I say that’s partly right and mostly wrong.

Too many corporate journalists more or less take the ideas handed to them by a consultant, lawyer, technologist or other expert on a topic and make them presentable.  They capture the ideas in highly readable prose.  But the ideas are often not very substantive.

 

I call this role one of “idea packager.” Idea packagers don’t do much to push the ideas they are asked to ghostwrite. They don’t ask for evidence to support arguable assertions or help the expert gather it. They don’t demand more rigorous and creative analysis of data, which is essential to birthing big new concepts.

I was a business journalist 23 years ago, before I joined a consulting firm in a thought leadership marketing job. I quickly realized that I could either do the best with the ideas I was handed – communicating them as well as possible. Be the idea packager. Or I could push the thinking of the firm’s consultants, sometimes very hard. That often meant collecting the evidence they needed to say something very different (case studies of best-practice companies, surveys, etc.). And it frequently required helping them decipher all this data, helping them think harder. 

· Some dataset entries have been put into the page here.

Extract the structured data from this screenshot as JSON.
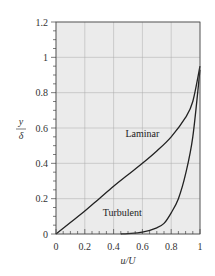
{
  "chart_data": {
    "type": "line",
    "title": "",
    "xlabel": "u/U",
    "ylabel_num": "y",
    "ylabel_den": "δ",
    "xlim": [
      0,
      1
    ],
    "ylim": [
      0,
      1.2
    ],
    "grid": true,
    "legend": "inline labels",
    "x_ticks": [
      0,
      0.2,
      0.4,
      0.6,
      0.8,
      1
    ],
    "x_tick_labels": [
      "0",
      "0.2",
      "0.4",
      "0.6",
      "0.8",
      "1"
    ],
    "y_ticks": [
      0,
      0.2,
      0.4,
      0.6,
      0.8,
      1,
      1.2
    ],
    "y_tick_labels": [
      "0",
      "0.2",
      "0.4",
      "0.6",
      "0.8",
      "1",
      "1.2"
    ],
    "series": [
      {
        "name": "Laminar",
        "label_pos": {
          "x": 0.6,
          "y": 0.55
        },
        "x": [
          0,
          0.1,
          0.2,
          0.3,
          0.4,
          0.5,
          0.6,
          0.7,
          0.8,
          0.9,
          0.95,
          1.0
        ],
        "y": [
          0,
          0.065,
          0.13,
          0.2,
          0.27,
          0.335,
          0.4,
          0.47,
          0.55,
          0.66,
          0.75,
          0.95
        ]
      },
      {
        "name": "Turbulent",
        "label_pos": {
          "x": 0.46,
          "y": 0.1
        },
        "x": [
          0.45,
          0.5,
          0.6,
          0.7,
          0.75,
          0.8,
          0.85,
          0.9,
          0.95,
          1.0
        ],
        "y": [
          0.0,
          0.002,
          0.01,
          0.035,
          0.06,
          0.12,
          0.2,
          0.34,
          0.55,
          0.93
        ]
      }
    ]
  },
  "colors": {
    "plot_bg": "#ebebeb",
    "grid": "#aaaaaa",
    "curve": "#222222",
    "axis": "#444444"
  }
}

I chose the latter role. I refer to it as “idea developer.” The idea developer doesn’t come up with the core ideas in a point of view.  That’s the subject-matter expert’s job (call that role “idea generation”).  The idea developer’s role is to push the expert's thinking hard, especially nascent ideas, and (if necessary) gather the data to generate big ideas.

Unless your corporate journalists are comfortable with this role and know how to play it, they will find it difficult to help your firm’s experts create and capture truly big ideas.

How many of you are idea packagers vs. idea developers?  If you’re the former, what’s holding you back?